The songs, like most successful Broadway scores of the time, became longtime mainstays of popular music – with “Ol’ Man River” being recorded by everyone from Al Jolson to Frank Sinatra to The Temptations (though there were lyric changes along the way, softening specific racial imagery and language (including the “N” word – though it is important to note that the song and the original lyrics were sung by a black actor in a black role in the original stage production.))

“Can’t Help Lovin’ Dat Man” is still considered one of the greatest jazz standards recorded by such luminaries as Billie Holiday, Ella Fitzgerald, Barbara Streisand, Sammy Davis, Jr. and even Björk.

The show was also the first real pairing of pure spectacle (they brought an entire boat out onstage) with a serious story with deep, controversial themes. And it’s important to note that the show’s treatment of it’s black characters was revolutionary for the time.

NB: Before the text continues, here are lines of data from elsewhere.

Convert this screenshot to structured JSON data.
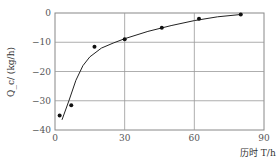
{
  "chart_data": {
    "type": "scatter",
    "title": "",
    "xlabel": "历时 T/h",
    "ylabel": "Q_c/ (kg/h)",
    "xlim": [
      0,
      90
    ],
    "ylim": [
      -40,
      0
    ],
    "xticks": [
      "0",
      "30",
      "60",
      "90"
    ],
    "yticks": [
      "0",
      "−10",
      "−20",
      "−30",
      "−40"
    ],
    "grid": true,
    "legend": null,
    "series": [
      {
        "name": "measured",
        "kind": "scatter",
        "x": [
          2,
          7,
          17,
          30,
          46,
          62,
          80
        ],
        "y": [
          -35,
          -31.5,
          -11.5,
          -9,
          -5,
          -2,
          -0.5
        ]
      },
      {
        "name": "fitted curve",
        "kind": "line",
        "x": [
          3,
          6,
          9,
          12,
          15,
          20,
          25,
          30,
          40,
          50,
          60,
          70,
          80
        ],
        "y": [
          -36.5,
          -30,
          -23,
          -18,
          -15,
          -12,
          -10.3,
          -8.8,
          -6.3,
          -4.3,
          -2.6,
          -1.3,
          -0.5
        ]
      }
    ]
  }
}
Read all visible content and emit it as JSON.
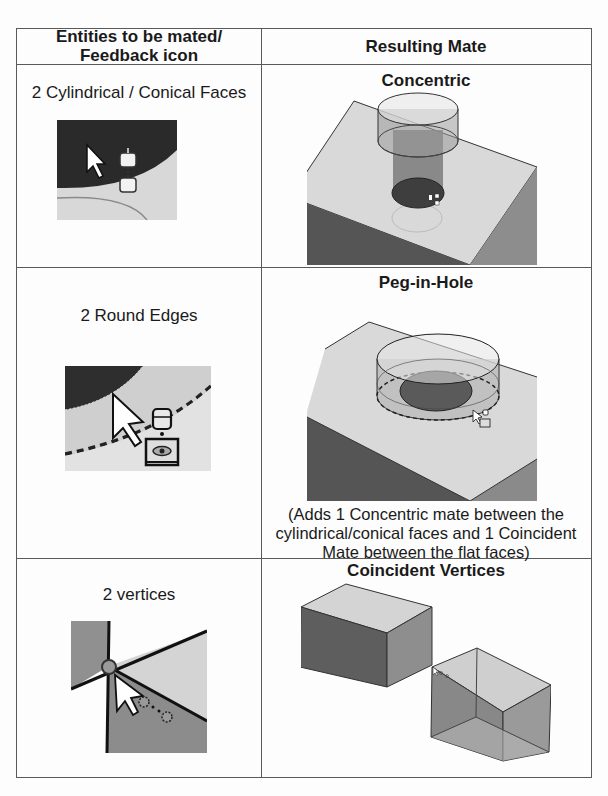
{
  "table": {
    "headers": {
      "col1_line1": "Entities to be mated/",
      "col1_line2": "Feedback icon",
      "col2": "Resulting Mate"
    },
    "rows": [
      {
        "entities": "2 Cylindrical / Conical Faces",
        "feedback_icon": "concentric-feedback-icon",
        "mate": "Concentric",
        "figure": "cylinder-in-block-concentric"
      },
      {
        "entities": "2 Round Edges",
        "feedback_icon": "peg-in-hole-feedback-icon",
        "mate": "Peg-in-Hole",
        "figure": "cylinder-peg-in-hole",
        "note_line1": "(Adds 1 Concentric mate between the",
        "note_line2": "cylindrical/conical faces  and 1 Coincident",
        "note_line3": "Mate between the flat faces)"
      },
      {
        "entities": "2 vertices",
        "feedback_icon": "vertex-feedback-icon",
        "mate": "Coincident Vertices",
        "figure": "two-blocks-coincident-vertices"
      }
    ]
  },
  "colors": {
    "border": "#5a5a5a",
    "dark_face": "#5e5e5e",
    "mid_face": "#8d8d8d",
    "light_face": "#d4d4d4"
  }
}
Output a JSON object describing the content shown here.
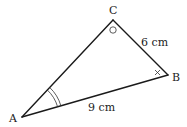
{
  "diagram": {
    "type": "triangle",
    "vertices": {
      "A": {
        "label": "A"
      },
      "B": {
        "label": "B"
      },
      "C": {
        "label": "C"
      }
    },
    "sides": {
      "CB": {
        "label": "6 cm"
      },
      "AB": {
        "label": "9 cm"
      },
      "AC": {
        "label": ""
      }
    },
    "angle_marks": {
      "A": "double-arc",
      "B": "cross",
      "C": "circle"
    },
    "colors": {
      "stroke": "#1a1a1a",
      "background": "#ffffff"
    }
  }
}
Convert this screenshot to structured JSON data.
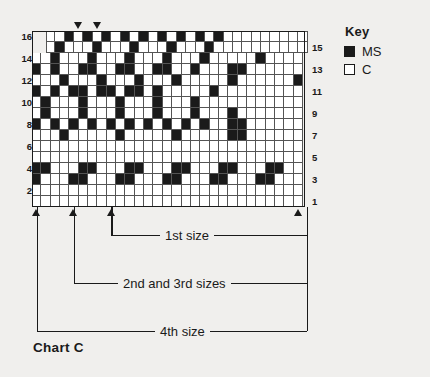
{
  "key": {
    "title": "Key",
    "items": [
      {
        "swatch": "ms",
        "label": "MS"
      },
      {
        "swatch": "c",
        "label": "C"
      }
    ]
  },
  "caption": "Chart C",
  "brackets": [
    {
      "label": "1st size"
    },
    {
      "label": "2nd and 3rd sizes"
    },
    {
      "label": "4th size"
    }
  ],
  "chart_data": {
    "type": "heatmap",
    "title": "Chart C",
    "xlabel": "",
    "ylabel": "",
    "columns": 29,
    "rows": 16,
    "legend_position": "right",
    "grid": true,
    "colors": {
      "ms": "#1a1a1a",
      "c": "#ffffff",
      "gridline": "#545454"
    },
    "row_labels_left": [
      "16",
      "14",
      "12",
      "10",
      "8",
      "6",
      "4",
      "2"
    ],
    "row_labels_right": [
      "15",
      "13",
      "11",
      "9",
      "7",
      "5",
      "3",
      "1"
    ],
    "cell_values": {
      "16": [
        0,
        0,
        1,
        0,
        1,
        0,
        1,
        0,
        1,
        0,
        1,
        0,
        1,
        0,
        1,
        0,
        1,
        0,
        1,
        0,
        0,
        0,
        0,
        0,
        0,
        0,
        0,
        0,
        0
      ],
      "15": [
        0,
        1,
        0,
        0,
        0,
        1,
        0,
        0,
        0,
        1,
        0,
        0,
        0,
        1,
        0,
        0,
        0,
        1,
        0,
        0,
        0,
        0,
        0,
        0,
        0,
        0,
        0,
        0,
        0
      ],
      "14": [
        0,
        0,
        1,
        0,
        0,
        0,
        1,
        0,
        0,
        0,
        1,
        0,
        0,
        0,
        1,
        0,
        0,
        0,
        1,
        0,
        0,
        0,
        0,
        0,
        1,
        0,
        0,
        0,
        0
      ],
      "13": [
        1,
        0,
        1,
        0,
        0,
        1,
        1,
        0,
        0,
        1,
        1,
        0,
        0,
        1,
        1,
        0,
        0,
        1,
        0,
        0,
        0,
        1,
        1,
        0,
        0,
        0,
        0,
        0,
        0
      ],
      "12": [
        0,
        0,
        0,
        1,
        0,
        0,
        0,
        1,
        0,
        0,
        0,
        1,
        0,
        0,
        0,
        1,
        0,
        0,
        0,
        0,
        0,
        1,
        0,
        0,
        0,
        0,
        0,
        0,
        1
      ],
      "11": [
        1,
        0,
        1,
        0,
        1,
        1,
        0,
        1,
        1,
        0,
        1,
        1,
        0,
        1,
        0,
        0,
        0,
        0,
        0,
        1,
        0,
        0,
        0,
        0,
        0,
        0,
        0,
        0,
        0
      ],
      "10": [
        0,
        1,
        0,
        0,
        0,
        1,
        0,
        0,
        0,
        1,
        0,
        0,
        0,
        1,
        0,
        0,
        0,
        1,
        0,
        0,
        0,
        0,
        0,
        0,
        0,
        0,
        0,
        0,
        0
      ],
      "9": [
        0,
        1,
        0,
        0,
        0,
        1,
        0,
        0,
        0,
        1,
        0,
        0,
        0,
        1,
        0,
        0,
        0,
        1,
        0,
        0,
        0,
        1,
        0,
        0,
        0,
        0,
        0,
        0,
        0
      ],
      "8": [
        1,
        0,
        1,
        0,
        1,
        0,
        1,
        0,
        1,
        0,
        1,
        0,
        1,
        0,
        1,
        0,
        1,
        0,
        1,
        0,
        0,
        1,
        1,
        0,
        0,
        0,
        0,
        0,
        0
      ],
      "7": [
        0,
        0,
        0,
        1,
        0,
        0,
        0,
        0,
        0,
        1,
        0,
        0,
        0,
        0,
        0,
        1,
        0,
        0,
        0,
        0,
        0,
        1,
        1,
        0,
        0,
        0,
        0,
        0,
        0
      ],
      "6": [
        0,
        0,
        0,
        0,
        0,
        0,
        0,
        0,
        0,
        0,
        0,
        0,
        0,
        0,
        0,
        0,
        0,
        0,
        0,
        0,
        0,
        0,
        0,
        0,
        0,
        0,
        0,
        0,
        0
      ],
      "5": [
        0,
        0,
        0,
        0,
        0,
        0,
        0,
        0,
        0,
        0,
        0,
        0,
        0,
        0,
        0,
        0,
        0,
        0,
        0,
        0,
        0,
        0,
        0,
        0,
        0,
        0,
        0,
        0,
        0
      ],
      "4": [
        1,
        1,
        0,
        0,
        0,
        1,
        1,
        0,
        0,
        0,
        1,
        1,
        0,
        0,
        0,
        1,
        1,
        0,
        0,
        0,
        1,
        1,
        0,
        0,
        0,
        1,
        1,
        0,
        0
      ],
      "3": [
        1,
        0,
        0,
        0,
        1,
        1,
        0,
        0,
        0,
        1,
        1,
        0,
        0,
        0,
        1,
        1,
        0,
        0,
        0,
        1,
        1,
        0,
        0,
        0,
        1,
        1,
        0,
        0,
        0
      ],
      "2": [
        0,
        0,
        0,
        0,
        0,
        0,
        0,
        0,
        0,
        0,
        0,
        0,
        0,
        0,
        0,
        0,
        0,
        0,
        0,
        0,
        0,
        0,
        0,
        0,
        0,
        0,
        0,
        0,
        0
      ],
      "1": [
        0,
        0,
        0,
        0,
        0,
        0,
        0,
        0,
        0,
        0,
        0,
        0,
        0,
        0,
        0,
        0,
        0,
        0,
        0,
        0,
        0,
        0,
        0,
        0,
        0,
        0,
        0,
        0,
        0
      ]
    },
    "row_order": [
      "16",
      "15",
      "14",
      "13",
      "12",
      "11",
      "10",
      "9",
      "8",
      "7",
      "6",
      "5",
      "4",
      "3",
      "2",
      "1"
    ],
    "top_markers": [
      3,
      5
    ],
    "bottom_markers": [
      0,
      4,
      8,
      28
    ]
  }
}
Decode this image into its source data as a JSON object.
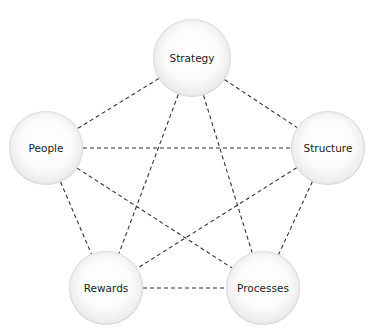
{
  "diagram": {
    "type": "pentagon-network",
    "line_style": "dashed",
    "line_color": "#333333",
    "node_fill": "#f2f2f2",
    "nodes": [
      {
        "id": "strategy",
        "label": "Strategy",
        "cx": 192,
        "cy": 58,
        "r": 39
      },
      {
        "id": "people",
        "label": "People",
        "cx": 46,
        "cy": 148,
        "r": 37
      },
      {
        "id": "structure",
        "label": "Structure",
        "cx": 328,
        "cy": 148,
        "r": 37
      },
      {
        "id": "rewards",
        "label": "Rewards",
        "cx": 106,
        "cy": 288,
        "r": 37
      },
      {
        "id": "processes",
        "label": "Processes",
        "cx": 263,
        "cy": 288,
        "r": 37
      }
    ],
    "edges": [
      [
        "strategy",
        "people"
      ],
      [
        "strategy",
        "structure"
      ],
      [
        "strategy",
        "rewards"
      ],
      [
        "strategy",
        "processes"
      ],
      [
        "people",
        "structure"
      ],
      [
        "people",
        "rewards"
      ],
      [
        "people",
        "processes"
      ],
      [
        "structure",
        "rewards"
      ],
      [
        "structure",
        "processes"
      ],
      [
        "rewards",
        "processes"
      ]
    ]
  }
}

With the exception of Magnolia, all the most sympathetic, loved characters are black. Quite a feat for a show that premiered when minstrelsy was at a high (onstage and on film. Let’s not forget that the first “talkie”, that also came out in 1927, was an Al Jolson picture) That’s not to say there weren’t racially insensitive, or downright racist elements of “Show Boat”, but it was remarkable for the time in its depiction of complex, real black characters (Julie is arguably the most empathetic character in the piece, largely BECAUSE of her blackness (though not singularly because of it))

The show also cemented Kern and Hammerstein as titans of their field. In fact, much of the integration of this new “integrated musical” form, and believing musicals could tackle deep themes at all came from Hammerstein – who advocated for both elements his entire life and would go on to bring them into his collaboration with Richard Rodgers (Rodger’s earlier musicals with Lorenz Hart might have been successful, charming, fun and even beautiful, but deep and moving they were not)

“Show Boat” became the standard by which musical theater was measured. Of course, there were still fun and frivolous shows, but “Show Boat” kicked a door wide open and paved the way for a new kind of musical. One can even trace the American musical theater (and musical theater writer) dynasty it spawned directly to the present day.

Oscar Hammerstein II became the close friend and mentor of Stephen Sondheim, who kicked the door open even wider; he then became the mentor of Jonathan Larson. Current musical theater superstar Lin Manuel-Miranda was so inspired by Larson that he spearheaded and directed the film adaptation of Larson’s “tick…tick…BOOM!” With the exception of “Hair”, every musical featured in this series of “most influential American musicals) was written by Hammerstein, Sondheim, Larson, or Miranda.

“Show Boat” is the show every musical theater artist must know. It might not be your cup of tea, you might downright hate it but you must know it and understand it’s significance.